As with everything, there are best practices when it comes to optimizing online marketing spend for highest customer lifetime value, revenue, or profit.

It’s a three-step process.

First, know your lifetime customer value (LTV) by source, by individual affiliate, ad variation, keyword, and whatever other level of granularity will enable you to best optimize ROI on marketing spend.

Second, have LTV data by source handy when you’re making marketing spend decisions or optimizing campaigns.

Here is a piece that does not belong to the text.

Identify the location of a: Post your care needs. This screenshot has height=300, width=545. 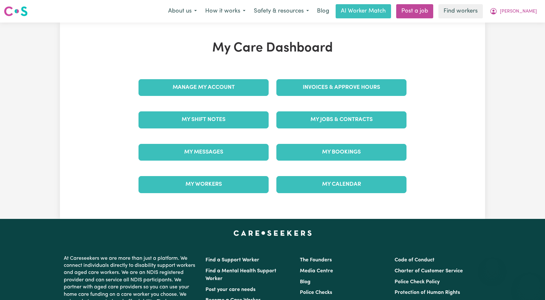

Third, make sure to have an LTV online marketing optimization strategy. This step is a little more involved:

  • You’ll need a plan for how much you can scale each channel without diminishing returns. For example, some Internet retailers find a few keywords to be phenomenally profitable, but they can only scale those terms, permutations of those terms, and keywords related to those terms so much without declining their results. Often, while a portion of a search or display media campaign underperforms the rest of the campaign in LTV, the company still needs the volume from the other keywords in order to hit revenue metrics.
  • Know the frequency of which LTV data batches are available for optimization. Some companies get daily LTV data and can track variations in finite time periods. Other companies only batch LTV data quarterly. Therefore ,new merchandising mixes or first-time media buys with a new source—such as a new display media campaign, or an initial media buy with a group buy site—will not yield data until the close of the quarter. The most sophisticated online marketers we see know the frequency in which their customers make repeat purchases, site visits ,or other metrics that they track and optimize.
  • Take note of your most important metrics and how they relate to each other. Many online marketers have their own methodologies for optimizing campaigns. Some reallocate spend every week or every month; other take on the task quarterly based on their best/worst performers. Still others know that on average their customers make their first repurchase 30 days out and use this information accordingly to assess the success of new or existing customer acquisition channels—particularly new channels—before scaling spend further.
  • Remember: Shorter cycle-time CLV optimization is best. If you know, for example, that repurchasing patterns or churn rate by source are fairly consistent by source after 90 days, then use 90-day CLV as your optimization metric and track correlations between initial purchase CLV, first 30 day purchase CLV, and 90 day CLV. If your CLV data by source batches weekly, you can optimize first in five weeks and then again in 13 weeks.

To some degree, online marketers are limited in their performance by their access to data and the sophistication of their company’s data. At the same time, the more online marketer, can paint the vision for their company of what success looks like, the more likely they are to be able to work successfully in that environment.

Ted Bockius is director of marketing at RJMetrics. More from Bockius in Direct by Design.